Drawing by Bogorad
Monuments to Russia’s new power and wealth have been sprouting up and testing the limits of new construction and city development. But as geography constrains expansion, Russia’s “cities of the future” are forced to concentrate within the country’s dense cultural and historic urban milieu. This development has pitted preservationists, who decry the havoc wreaked on the fabric of historic cities, against politicians and businessmen, who believe that historic neighborhoods should make way for a truly modern metropolis.
Nothing symbolizes these tensions better than the planned construction of Gazprom’s 1,322-foot-tall Okhta Center skyscraper in St. Petersburg. Plans to build a modern tower in the historic center of Russia’s iconic city have made headlines, caused protests and propelled UNESCO to take action over this Russian World Heritage Site. The project is planned for a plot on an abandoned industrial site on the banks of the Neva and Okhta rivers, across from the 18th-century Smolny Cathedral. It’s hoped the construction, which is expected to cost more than $2 billion, will bring a much-needed economic boost to a city that has long suffered in Moscow’s shadow.
Representatives of the British-based firm RMJM, which designed the project, describe the proposed tower as an organic, baroque composition, inspired by celebrated city landmarks like the Peter and Paul Fortress, St. Isaac’s Cathedral and the free-flowing water of the Neva River. The Okhta Center has been in the works since 2005; Gazprom planned to finish construction by 2016. The project has garnered some high-profile support, including that of Governor Valentina Matviyenko. Prime Minister Vladimir Putin, a native St. Petersburger, has officially refused to become involved in the argument, in what many critics saw as tacit support for the project.
The spire of the Peter and Paul Cathedral, currently the highest point in central St. Petersburg, is less than one-third of the height of the proposed Gazprom building. Current legislation limits the height of the buildings in the district selected for the Gazprom tower to 100 meters (closer to 325 feet). But the St. Petersburg government passed an ordinance in September of 2008 bending this rule for the Okhta Center.
“No one’s ever suggested putting up a building of that height in St. Petersburg before,” Vladimir Popov, the director of the Architects’ Union of St. Petersburg, told Radio Free Europe. “Ours is a horizontal city, the center of which is protected by UNESCO. There are very few vertical buildings in the city.... That’s why we think the construction of a tower is absolutely inappropriate—it’s simply barbaric fantasy.”
The city, designed mainly by Italian architects, was built on a network of canals and has been dubbed the Venice of the North. Local opposition to the Gazprom project has been fierce, as opponents argue that the tower’s modern design, which locals derisively call “kukuruzina” or the corncob, would dominate the city’s skyline if built. A poll conducted in October to gauge how residents feel about the proposed tower showed that 72 percent of respondents oppose the skyscraper.
President Dmitry Medvedev waded into the controversy in May by urging the St. Petersburg authorities to reconsider the height of the controversial skyscraper.
UNESCO, the United Nations’ cultural arm, opposes the construction of the Okhta Center, saying the tower may spoil the skyline in the city’s historical center. The Kremlin’s letter, signed by presidential aide Sergei Prikhodko, was also sent to the Federal Service for Protection of Cultural Heritage, said the service’s head, Alexander Kibovsky. He said Medvedev highlighted an appeal by UNESCO’s World Heritage Committee to suspend all work on the construction of the Okhta Center and consider “alternative options concerning its height.”
UNESCO, which has been tracking the situation with the Okhta Center since 2006, has warned that St. Petersburg may be struck off the World Heritage list if the tower is erected. Last year, the World Heritage Committee passed a resolution calling for the project’s implementation to be halted. UNESCO experts visited the construction site in March, but this did not change their position.
Russian courts have so far thrown out all lawsuits against Okhta filed by critics who claim that the Okhta Center violates international regulations on world heritage, because it will ruin the skyline in the historical part of the city. But in what looked like a glimmer of hope, the Constitutional Court ruled in July that such construction projects must comply with Russian and international laws, thereby obliging lower courts to take such regulations into consideration, the Kommersant daily reported. Thomas Barry, the construction head at the Arabtec Holding, which won the $2.7 billion contract to build the Okhta Center complex, said in July that Gazprom Neft has not changed its plans.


WHAT TO DO: In the following material, identify every line holding the string "members" and return it.
(RECORDS FOR PROCESSING)
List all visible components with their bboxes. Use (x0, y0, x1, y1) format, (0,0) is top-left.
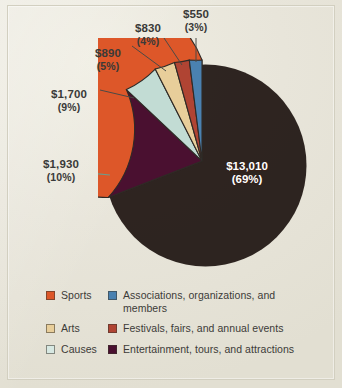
slice-label-arts-percent: (5%) (80, 60, 136, 73)
slice-label-sports-value: $13,010 (226, 160, 268, 172)
legend-item-entertainment[interactable]: Entertainment, tours, and attractions (108, 343, 304, 356)
slice-label-arts: $890 (5%) (80, 47, 136, 72)
legend-swatch-associations (108, 291, 117, 300)
legend-swatch-sports (46, 291, 55, 300)
legend-item-festivals[interactable]: Festivals, fairs, and annual events (108, 322, 304, 335)
pie-svg (98, 38, 310, 278)
legend-label-sports: Sports (61, 289, 92, 302)
slice-label-associations-value: $550 (183, 8, 209, 20)
slice-label-causes: $1,700 (9%) (38, 88, 100, 113)
slice-label-entertainment-percent: (10%) (30, 171, 92, 184)
slice-label-associations-percent: (3%) (168, 21, 224, 34)
slice-label-arts-value: $890 (95, 47, 121, 59)
slice-label-causes-percent: (9%) (38, 101, 100, 114)
legend-item-arts[interactable]: Arts (46, 322, 108, 335)
legend-swatch-entertainment (108, 345, 117, 354)
legend-swatch-causes (46, 345, 55, 354)
legend-row: Arts Festivals, fairs, and annual events (46, 322, 304, 335)
legend-item-associations[interactable]: Associations, organizations, and members (108, 289, 304, 314)
slice-label-festivals: $830 (4%) (121, 22, 175, 47)
legend-label-associations: Associations, organizations, and members (123, 289, 304, 314)
slice-label-associations: $550 (3%) (168, 8, 224, 33)
legend-item-sports[interactable]: Sports (46, 289, 108, 302)
slice-label-entertainment-value: $1,930 (43, 158, 79, 170)
pie-chart (98, 38, 310, 278)
slice-label-entertainment: $1,930 (10%) (30, 158, 92, 183)
legend-label-arts: Arts (61, 322, 80, 335)
legend-row: Sports Associations, organizations, and … (46, 289, 304, 314)
legend-row: Causes Entertainment, tours, and attract… (46, 343, 304, 356)
slice-label-sports: $13,010 (69%) (212, 160, 282, 185)
legend-item-causes[interactable]: Causes (46, 343, 108, 356)
legend-label-causes: Causes (61, 343, 97, 356)
slice-label-sports-percent: (69%) (232, 173, 263, 185)
slice-label-causes-value: $1,700 (51, 88, 87, 100)
slice-label-festivals-percent: (4%) (121, 35, 175, 48)
legend-swatch-festivals (108, 324, 117, 333)
legend-swatch-arts (46, 324, 55, 333)
legend-label-entertainment: Entertainment, tours, and attractions (123, 343, 294, 356)
slice-label-festivals-value: $830 (135, 22, 161, 34)
legend: Sports Associations, organizations, and … (46, 289, 304, 363)
legend-label-festivals: Festivals, fairs, and annual events (123, 322, 284, 335)
pie-chart-figure: $550 (3%) $830 (4%) $890 (5%) $1,700 (9%… (0, 0, 342, 388)
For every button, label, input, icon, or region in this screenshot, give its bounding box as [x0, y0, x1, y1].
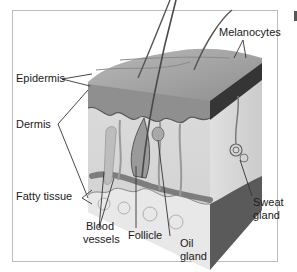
label-blood-vessels-line2: vessels [83, 233, 117, 246]
epidermis-leader [62, 74, 92, 86]
label-oil-gland: Oil gland [180, 237, 207, 263]
label-sweat-gland: Sweat gland [253, 196, 284, 222]
label-blood-vessels-line1: Blood [83, 220, 117, 233]
label-blood-vessels: Blood vessels [83, 220, 117, 246]
label-oil-gland-line1: Oil [180, 237, 207, 250]
label-sweat-gland-line1: Sweat [253, 196, 284, 209]
label-sweat-gland-line2: gland [253, 209, 284, 222]
dermis-leader [58, 90, 88, 198]
label-epidermis: Epidermis [16, 72, 65, 85]
label-fatty-tissue: Fatty tissue [16, 190, 72, 203]
label-oil-gland-line2: gland [180, 250, 207, 263]
label-follicle: Follicle [128, 229, 162, 242]
label-melanocytes: Melanocytes [219, 26, 281, 39]
label-dermis: Dermis [16, 118, 51, 131]
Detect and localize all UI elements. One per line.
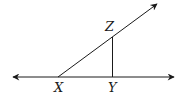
label-y: Y bbox=[108, 80, 118, 95]
geometry-diagram: X Y Z bbox=[0, 0, 186, 103]
ray-xz bbox=[58, 4, 157, 77]
label-x: X bbox=[53, 80, 64, 95]
label-z: Z bbox=[104, 19, 115, 34]
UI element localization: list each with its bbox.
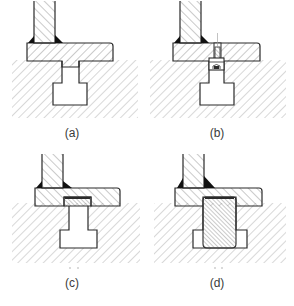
filler-block [203,197,236,248]
diagram-canvas [0,0,294,306]
weld-fillet-left [177,178,183,188]
panel-label-c: (c) [52,276,92,290]
panel-d [154,151,286,269]
weld-fillet-left [174,36,180,43]
panel-label-b: (b) [197,126,237,140]
panel-c [12,151,140,269]
panel-label-a: (a) [52,126,92,140]
ground-block [12,60,138,118]
weld-fillet-right [201,35,209,43]
vertical-post [34,0,55,43]
weld-fillet-right [55,35,63,43]
vertical-post [183,153,204,188]
weld-fillet-right [63,181,72,188]
panel-b [150,0,286,118]
weld-fillet-left [36,181,42,188]
weld-fillet-right [204,176,215,188]
vertical-post [42,153,63,188]
panel-label-d: (d) [197,276,237,290]
vertical-post [180,0,201,43]
weld-fillet-left [28,36,34,43]
panel-a [12,0,138,118]
ground-block [12,203,140,263]
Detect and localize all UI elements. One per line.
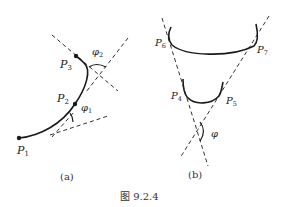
panel-a: P1 P2 P3 φ1 φ2 (a) [16,35,128,182]
label-phi2: φ2 [92,46,103,59]
dashed-line-a3 [50,116,108,135]
figure-9-2-4: P1 P2 P3 φ1 φ2 (a) P6 P7 P4 P5 φ (b) 图 9… [0,0,283,207]
point-p3 [74,54,78,58]
panel-b-label: (b) [188,169,202,180]
panel-b: P6 P7 P4 P5 φ (b) [154,16,269,180]
angle-arc-phi2 [89,65,106,68]
label-phi1: φ1 [81,102,92,115]
label-p6: P6 [154,37,166,50]
label-p4: P4 [170,90,182,103]
label-p5: P5 [225,95,237,108]
label-p1: P1 [16,144,29,158]
point-p2 [73,102,77,106]
label-p3: P3 [59,58,72,72]
label-phi: φ [211,128,218,139]
point-p1 [17,136,21,140]
dashed-line-b2 [180,16,269,158]
curve-top [169,24,257,54]
figure-caption: 图 9.2.4 [120,191,159,202]
label-p2: P2 [56,92,69,106]
label-p7: P7 [256,44,268,57]
panel-a-label: (a) [60,171,74,182]
diagram-canvas: P1 P2 P3 φ1 φ2 (a) P6 P7 P4 P5 φ (b) 图 9… [0,0,283,207]
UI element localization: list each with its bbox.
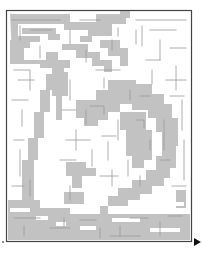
entrance-marker: [2, 241, 4, 243]
exit-arrow-icon: [194, 238, 201, 246]
maze-puzzle: [0, 0, 202, 261]
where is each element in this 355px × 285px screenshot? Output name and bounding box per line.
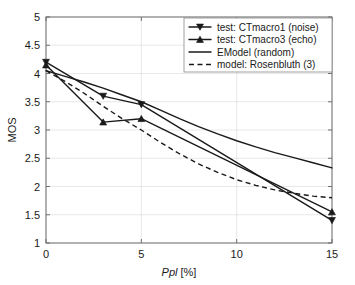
x-tick-label: 5 bbox=[138, 248, 144, 260]
y-tick-label: 4 bbox=[34, 68, 40, 80]
series-layer bbox=[43, 59, 336, 223]
y-tick-label: 5 bbox=[34, 11, 40, 23]
x-tick-label: 0 bbox=[43, 248, 49, 260]
series-1 bbox=[43, 62, 336, 215]
marker-triangle-down-point bbox=[329, 218, 336, 224]
y-tick-label: 1.5 bbox=[25, 209, 40, 221]
legend-label: EModel (random) bbox=[217, 47, 294, 58]
marker-triangle-up-point bbox=[329, 209, 336, 215]
legend-label: test: CTmacro3 (echo) bbox=[217, 34, 316, 45]
y-tick-label: 2.5 bbox=[25, 152, 40, 164]
y-tick-label: 3.5 bbox=[25, 96, 40, 108]
y-tick-label: 2 bbox=[34, 181, 40, 193]
series-2 bbox=[46, 71, 332, 168]
x-axis-title: Ppl [%] bbox=[162, 266, 197, 278]
chart-figure: 11.522.533.544.55051015 MOSPpl [%] test:… bbox=[0, 0, 355, 285]
legend-label: test: CTmacro1 (noise) bbox=[217, 22, 319, 33]
y-tick-label: 3 bbox=[34, 124, 40, 136]
legend-layer: test: CTmacro1 (noise)test: CTmacro3 (ec… bbox=[184, 18, 332, 72]
chart-canvas: 11.522.533.544.55051015 MOSPpl [%] test:… bbox=[0, 0, 355, 285]
series-line-2 bbox=[46, 71, 332, 168]
y-tick-label: 1 bbox=[34, 237, 40, 249]
x-tick-label: 15 bbox=[326, 248, 338, 260]
legend-label: model: Rosenbluth (3) bbox=[217, 59, 315, 70]
marker-triangle-up-point bbox=[43, 62, 50, 68]
x-axis-title-variable: Ppl bbox=[162, 266, 178, 278]
y-axis-title: MOS bbox=[6, 117, 18, 142]
axis-title-layer: MOSPpl [%] bbox=[6, 117, 196, 278]
x-axis-title-unit: [%] bbox=[177, 266, 196, 278]
x-tick-label: 10 bbox=[231, 248, 243, 260]
y-tick-label: 4.5 bbox=[25, 39, 40, 51]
(End RECORDS FOR PROCESSING)
ANSWER:
legend-item-associations[interactable]: Associations, organizations, and members (108, 289, 304, 314)
legend-label-associations: Associations, organizations, and members (123, 289, 304, 314)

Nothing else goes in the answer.